The implicature of 'free choice'

By JLS
for the GC

As R. O. Doyle notes in I-Phi,

""Free choice" is an important term in the debates about quantum mechanics and physical reality. It was introduced by Niels Bohr in his response to Albert Einstein's famous challenge to the "completeness" of quantum mechanics."

In 1935, I think.

Then there's "FC" which is "free choice" as used by (some) linguists. It refers to topics like 'any'. "Choose any theory. Not just any" (title of essay by Horn, or something similar). The locus classicus being H. Kamp for the "Aristotelian Society".

H. Kamp (born 1940). Dutch linguist. Author of "Free choice permission" (Aristotelian Society, 1974). Kamp started academic life as a student in Mathematics and Physics at the University of Leiden in the Netherlands. His aim was to become a theoretical physicist. After his B.A. he wanted to do something different for a year "before throwing myself into the black hole of theoretical physics from which, I was told by people in the know, there would be no return". He writes: "Over the years my research interests have converged ever more strongly on the question how human beings represent meaning and how those representations enable them to do the various things that people do with information, such as drawing inferences and making plans for action, and most particularly, how they obtain such representations from what we read or are told, and how we reconvert them into words when we want to communicate them to others."
---- "Because of their linguistic dimension these interests subsume most of semantics and pragmatics, large parts of logic and in view of their language-transcendent dimension they include pretty much all that belongs within a general Theory of Information of the sort that is slowly but steadily taking shape."

Refs. Menedez-Benito, "The grammar of choice": "Investigating the behavior of FC items will be instrumental in answering this ..... investigates the semantics of universal Free Choice (FC) items1, i.e., ..... generically depending on the environment they occur in (see, e.g., Kamp )
semanticsarchive.net/Archive/GQ1OGQ3O/Menendez-Benitodiss.pdf

Some of Menedez-Benito references include:

Aloni, Maria. 2003. Free choice in modal contexts. In Proceedings of Sinn und Bedeutung 7, Arbeitspapier Nr. 114, FB Sprachwissenschaft, ed. Matthias
Weisgerber, 25-37. (http://ling.uni-konstanz.de/pages/conferences/sub7/)

Dayal, Venneta. 2004a. The Universal Force of Free Choice Any. In Linguistic Variation Yearbook 4: 5-40.

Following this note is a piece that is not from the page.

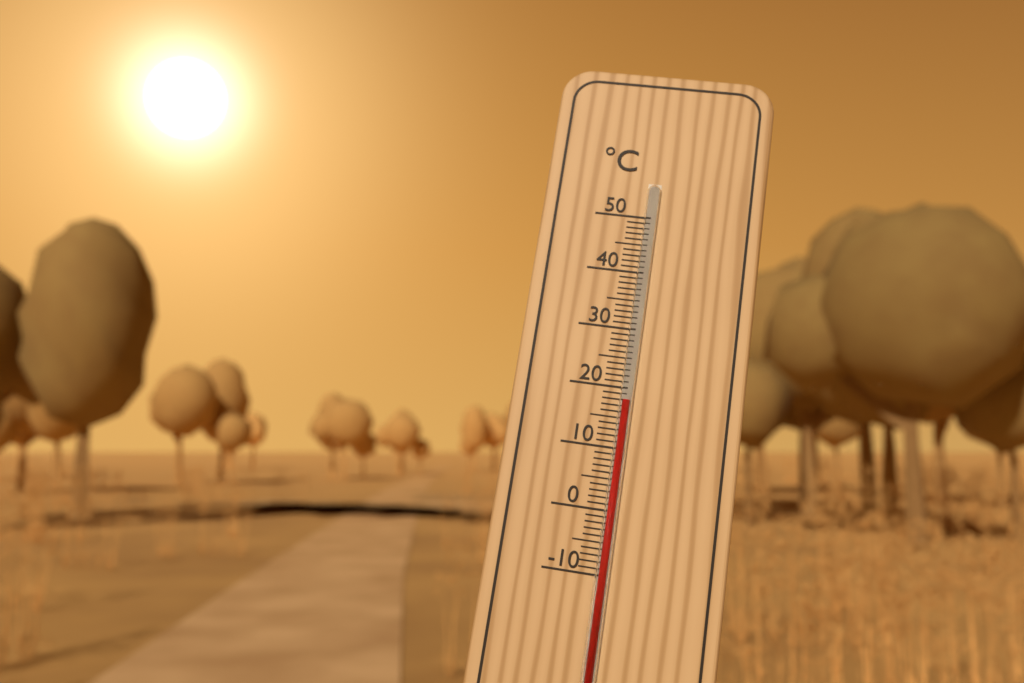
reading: 18 °C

Farkas, Donka F. to appear. Free choice in Romanian. In Festschrift for Larry Horn, ed. Gregory Ward and Betty Birner.

Giannakidou, Anastasia. 2001. The meaning of free choice. Linguistics and Philosophy 24:659–735.

Horn, Larry. 2000. Any and ever: Free choice and free relatives. In Proceedings of the 15th Annual Conference of the Israeli Association for Theoretical Linguistics, 71–
111.

Kamp, H. 1973. Free choice permission. Aristotelian Society.

Quer, Josep. 2000. Licensing free choice items in hostile environments: The role of aspect and mood, Unpublished manuscript.